There’s a popular “rule of thumb” in family-money writing that a weekly allowance should equal roughly $1 per year of age. The provenance is murky. The arithmetic has not aged well; in 1995 dollars maybe, but a $7 weekly allowance for a seven-year-old in 2026 doesn’t buy what the rule originally implied. The real answer is that age-appropriate amounts depend on what you want the money to actually let your kid practice on, and what your household can afford.

A more honest framing:

  • Ages 5–7: small enough that a single decision is the unit of learning. $3–$6 a week, depending on what’s in the local economy — enough that a candy bar plus a small toy is a meaningful trade-off, not enough that they can buy something serious without saving.
  • Ages 8–11: enough to save for something that takes weeks. $5–$12 a week. The skill at this age is delayed gratification at a longer horizon than a five-year-old can manage.
  • Ages 12+: enough that the kid is making real-budget decisions about things they’d otherwise want you to pay for. $10–$25 a week, often paired with a clearer agreement about what the allowance is now expected to cover (their phone data plan, their share of streaming, their own snacks). The skill at this age is household-finance simulation: small budget, real trade-offs.

These are ranges, not prescriptions.
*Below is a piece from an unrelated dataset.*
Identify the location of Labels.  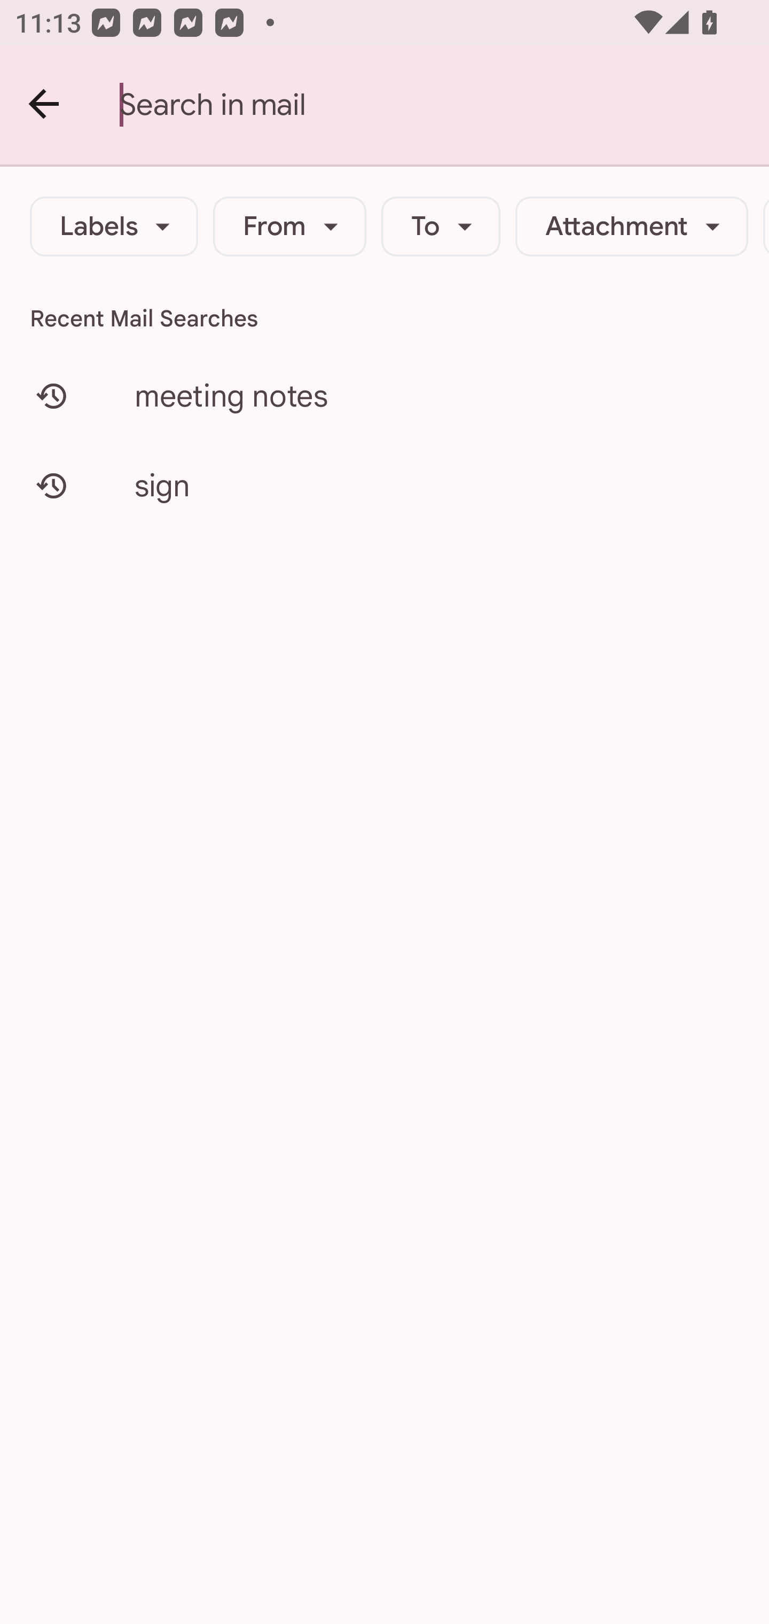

The specific number depends on what your family can actually afford, what costs you’re shifting to the kid, and how much practice you want them to get with money before they leave the house. The CFPB’s age-by-age milestones are a more rigorous source if you want a developmental scaffold.

The honest bottom line

Both popular camps on this question are working with partial information. The contribution camp is right that paying for ordinary household participation can erode the thing you’re trying to build. The market camp is right that money handled, not money lectured about, is what teaches kids about money.

The version that worked for us — chores everyone does because we live here; small base allowance disconnected from chores; bonus jobs for genuine extra labor — is one defensible version of the research. There are others. The specific rule matters less than the consistency, and the consistency depends on having explained the rule clearly enough that the kid (and you) know which category any given task falls into.
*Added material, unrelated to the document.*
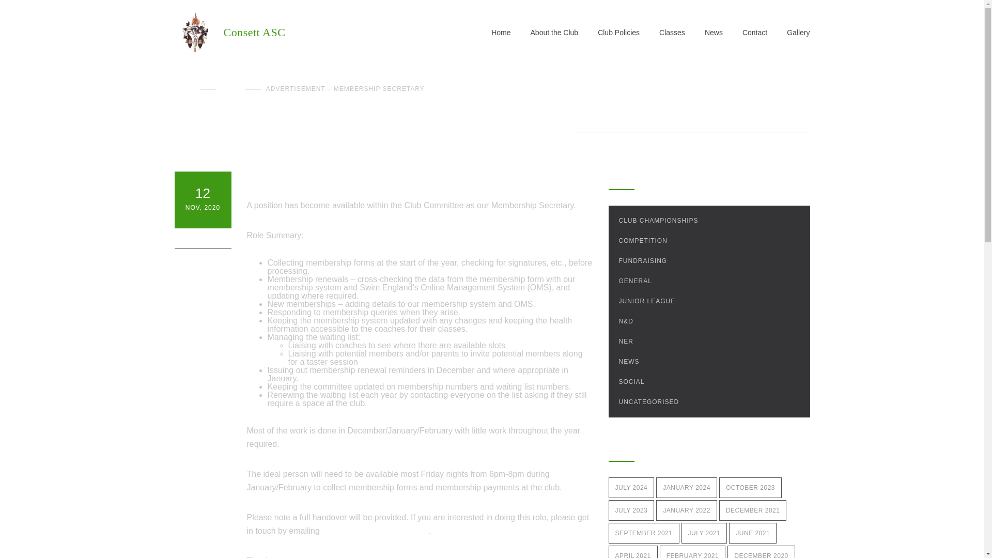  What do you see at coordinates (544, 32) in the screenshot?
I see `About the Club` at bounding box center [544, 32].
Pick a system. Explain it once. Stick to it long enough to evaluate. Change it on purpose rather than by drift. And if you find yourself, at 9am on a Saturday, being asked which paying jobs are available before being asked anything else, take that as a signal worth listening to.


A note on this piece. We cite the researcher and the journal, not “studies show.” If we change our mind about something here, we’ll say so on this page with a date. Nothing here replaces a conversation with your kid’s pediatrician, teacher, or a clinician who knows your family.